Bill Knott, Laugh at the End of the World: Collected Comic Poems 1969-1999
(2000, Rochester, NY: BOA Editions, Ltd. )
Recovering from jet lag, I found myself up in the wee hours and decided to crack open the poetry of Boston-area-based Bill Knott.
I’d read many of these poems some time ago, but it was refreshing to dip back into them. The collection makes some demands upon the reader – there are wonderfully coherent and pithy poems in here – truly memorable – and there are lots that seem like impressionistic and surrealistic studies. To be sure, that variety of quality shows up in the collected works of many poets, and, if one takes on the project of reading through the body of them, one must forgive what will inevitably be less appealing. Knott, at his best, is a great ironic humorist. In his most telling moments, he brings a poignancy and longing together with the irony to great results.
The Man Who Married His Checkout Lane is a lovely erotic paean to shopping and I will never stand in a checkout lane with quite the same abandon or boredom ever again.
Unspeakable simply states:
A comma is a period which leaks.
I find this hysterically funny and amusing in the same way I find Steven Wright’s pithy but self-effacing one-liners to be funny (I had a speed reading accident the other day…)
My Favorite Word, again, very briefly, declares:
“Attentionspan” is my favorite word
because I can never finish
reading it all the way through.
Singular, pithy, and almost just a one-liner, but, in a way, funnier as a poem.
Or, in Lesson:
Even if the mountain I climbed
Proved to be just a duncecap really,
It was only on gaining its peak
That that knowledge reached me.
There is such simplicity and grace and wit that the poem, like the peak, almost seems to hover.
If you have some wee hours to ramble and mine the veins, some of the jewels to be found here are lovely.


## The task
Go through the records and transcribe them exactly, passing over any picture.

Excerpts from a dataset
▶

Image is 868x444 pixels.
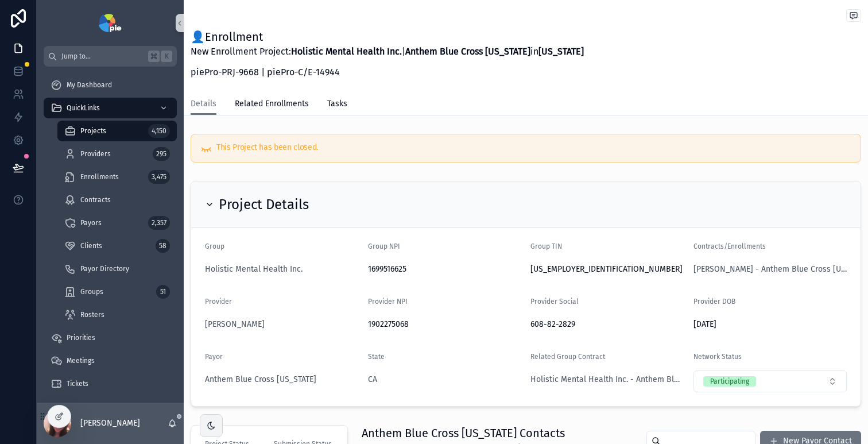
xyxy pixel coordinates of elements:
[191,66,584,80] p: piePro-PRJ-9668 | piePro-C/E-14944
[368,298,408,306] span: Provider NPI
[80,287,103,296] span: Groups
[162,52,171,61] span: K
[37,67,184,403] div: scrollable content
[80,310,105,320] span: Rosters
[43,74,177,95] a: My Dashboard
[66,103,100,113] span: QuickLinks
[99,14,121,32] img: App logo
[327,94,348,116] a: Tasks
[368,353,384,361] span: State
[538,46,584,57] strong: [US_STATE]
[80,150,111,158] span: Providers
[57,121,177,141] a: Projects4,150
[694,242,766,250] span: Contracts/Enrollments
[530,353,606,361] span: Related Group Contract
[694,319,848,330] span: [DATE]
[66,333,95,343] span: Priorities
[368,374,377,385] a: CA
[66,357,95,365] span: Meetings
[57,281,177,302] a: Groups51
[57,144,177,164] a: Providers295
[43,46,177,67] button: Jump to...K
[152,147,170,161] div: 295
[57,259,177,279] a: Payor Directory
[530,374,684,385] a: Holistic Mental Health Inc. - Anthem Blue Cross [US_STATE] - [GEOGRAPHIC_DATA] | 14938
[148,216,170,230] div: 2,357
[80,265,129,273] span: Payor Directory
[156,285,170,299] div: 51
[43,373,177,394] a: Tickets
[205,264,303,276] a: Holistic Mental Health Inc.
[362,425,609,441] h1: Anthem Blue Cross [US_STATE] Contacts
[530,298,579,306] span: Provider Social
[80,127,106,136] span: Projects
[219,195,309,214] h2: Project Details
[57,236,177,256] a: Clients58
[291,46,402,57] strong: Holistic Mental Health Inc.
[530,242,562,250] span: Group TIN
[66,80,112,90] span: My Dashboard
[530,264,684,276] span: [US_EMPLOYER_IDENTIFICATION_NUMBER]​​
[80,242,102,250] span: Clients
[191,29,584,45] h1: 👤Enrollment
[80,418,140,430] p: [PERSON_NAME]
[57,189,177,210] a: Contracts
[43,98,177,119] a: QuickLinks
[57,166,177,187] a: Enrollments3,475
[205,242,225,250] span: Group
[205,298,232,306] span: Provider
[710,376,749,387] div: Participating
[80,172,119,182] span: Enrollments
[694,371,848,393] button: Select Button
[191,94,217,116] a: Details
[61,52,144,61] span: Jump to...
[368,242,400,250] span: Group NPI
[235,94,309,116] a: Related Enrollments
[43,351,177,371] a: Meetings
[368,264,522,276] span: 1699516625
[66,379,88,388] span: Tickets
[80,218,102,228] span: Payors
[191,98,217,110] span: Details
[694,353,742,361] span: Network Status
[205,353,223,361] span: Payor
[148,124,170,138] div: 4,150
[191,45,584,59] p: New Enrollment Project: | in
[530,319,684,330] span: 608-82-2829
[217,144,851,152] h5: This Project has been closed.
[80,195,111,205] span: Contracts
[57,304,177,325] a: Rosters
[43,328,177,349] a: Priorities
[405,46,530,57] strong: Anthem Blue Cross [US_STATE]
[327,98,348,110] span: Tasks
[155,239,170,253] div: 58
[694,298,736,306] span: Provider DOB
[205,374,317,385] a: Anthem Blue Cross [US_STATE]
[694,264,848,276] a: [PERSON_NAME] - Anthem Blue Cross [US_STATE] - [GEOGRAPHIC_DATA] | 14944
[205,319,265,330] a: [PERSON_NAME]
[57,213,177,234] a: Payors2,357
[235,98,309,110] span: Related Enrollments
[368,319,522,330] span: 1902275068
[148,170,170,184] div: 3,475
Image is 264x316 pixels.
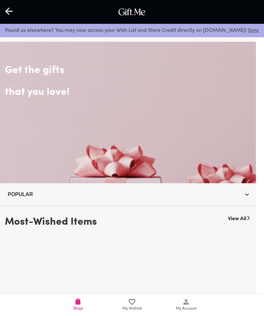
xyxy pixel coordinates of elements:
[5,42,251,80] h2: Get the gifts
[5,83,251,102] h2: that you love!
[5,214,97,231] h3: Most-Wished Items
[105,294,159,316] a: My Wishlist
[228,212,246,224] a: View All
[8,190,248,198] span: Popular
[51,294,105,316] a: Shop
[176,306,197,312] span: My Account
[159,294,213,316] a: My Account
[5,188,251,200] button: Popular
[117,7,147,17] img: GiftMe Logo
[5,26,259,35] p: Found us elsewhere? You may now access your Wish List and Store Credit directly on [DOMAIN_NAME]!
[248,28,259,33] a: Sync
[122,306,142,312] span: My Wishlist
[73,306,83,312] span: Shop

◀

## Reply
Image is 868x444 pixels.
xyxy pixel coordinates of elements:
[191,66,584,80] p: piePro-PRJ-9668 | piePro-C/E-14944
[368,298,408,306] span: Provider NPI
[80,287,103,296] span: Groups
[162,52,171,61] span: K
[37,67,184,403] div: scrollable content
[80,310,105,320] span: Rosters
[43,74,177,95] a: My Dashboard
[66,103,100,113] span: QuickLinks
[99,14,121,32] img: App logo
[327,94,348,116] a: Tasks
[368,353,384,361] span: State
[538,46,584,57] strong: [US_STATE]
[80,150,111,158] span: Providers
[57,121,177,141] a: Projects4,150
[694,242,766,250] span: Contracts/Enrollments
[530,353,606,361] span: Related Group Contract
[694,319,848,330] span: [DATE]
[66,333,95,343] span: Priorities
[368,374,377,385] a: CA
[66,357,95,365] span: Meetings
[57,281,177,302] a: Groups51
[57,144,177,164] a: Providers295
[43,46,177,67] button: Jump to...K
[152,147,170,161] div: 295
[57,259,177,279] a: Payor Directory
[530,374,684,385] a: Holistic Mental Health Inc. - Anthem Blue Cross [US_STATE] - [GEOGRAPHIC_DATA] | 14938
[148,216,170,230] div: 2,357
[80,265,129,273] span: Payor Directory
[156,285,170,299] div: 51
[43,373,177,394] a: Tickets
[205,264,303,276] a: Holistic Mental Health Inc.
[362,425,609,441] h1: Anthem Blue Cross [US_STATE] Contacts
[530,298,579,306] span: Provider Social
[80,127,106,136] span: Projects
[219,195,309,214] h2: Project Details
[57,236,177,256] a: Clients58
[291,46,402,57] strong: Holistic Mental Health Inc.
[530,242,562,250] span: Group TIN
[66,80,112,90] span: My Dashboard
[530,264,684,276] span: [US_EMPLOYER_IDENTIFICATION_NUMBER]​​
[80,242,102,250] span: Clients
[191,29,584,45] h1: 👤Enrollment
[80,418,140,430] p: [PERSON_NAME]
[57,189,177,210] a: Contracts
[43,98,177,119] a: QuickLinks
[57,166,177,187] a: Enrollments3,475
[205,242,225,250] span: Group
[205,298,232,306] span: Provider
[710,376,749,387] div: Participating
[80,172,119,182] span: Enrollments
[694,371,848,393] button: Select Button
[191,94,217,116] a: Details
[61,52,144,61] span: Jump to...
[368,242,400,250] span: Group NPI
[235,94,309,116] a: Related Enrollments
[43,351,177,371] a: Meetings
[368,264,522,276] span: 1699516625
[66,379,88,388] span: Tickets
[80,218,102,228] span: Payors
[191,98,217,110] span: Details
[694,353,742,361] span: Network Status
[205,353,223,361] span: Payor
[148,124,170,138] div: 4,150
[191,45,584,59] p: New Enrollment Project: | in
[530,319,684,330] span: 608-82-2829
[217,144,851,152] h5: This Project has been closed.
[80,195,111,205] span: Contracts
[57,304,177,325] a: Rosters
[43,328,177,349] a: Priorities
[405,46,530,57] strong: Anthem Blue Cross [US_STATE]
[327,98,348,110] span: Tasks
[155,239,170,253] div: 58
[694,298,736,306] span: Provider DOB
[205,374,317,385] a: Anthem Blue Cross [US_STATE]
[694,264,848,276] a: [PERSON_NAME] - Anthem Blue Cross [US_STATE] - [GEOGRAPHIC_DATA] | 14944
[205,319,265,330] a: [PERSON_NAME]
[57,213,177,234] a: Payors2,357
[235,98,309,110] span: Related Enrollments
[368,319,522,330] span: 1902275068
[148,170,170,184] div: 3,475
Image is 264x316 pixels.
xyxy pixel coordinates of elements:
[5,42,251,80] h2: Get the gifts
[5,83,251,102] h2: that you love!
[5,214,97,231] h3: Most-Wished Items
[105,294,159,316] a: My Wishlist
[228,212,246,224] a: View All
[8,190,248,198] span: Popular
[51,294,105,316] a: Shop
[176,306,197,312] span: My Account
[159,294,213,316] a: My Account
[5,188,251,200] button: Popular
[117,7,147,17] img: GiftMe Logo
[5,26,259,35] p: Found us elsewhere? You may now access your Wish List and Store Credit directly on [DOMAIN_NAME]!
[248,28,259,33] a: Sync
[122,306,142,312] span: My Wishlist
[73,306,83,312] span: Shop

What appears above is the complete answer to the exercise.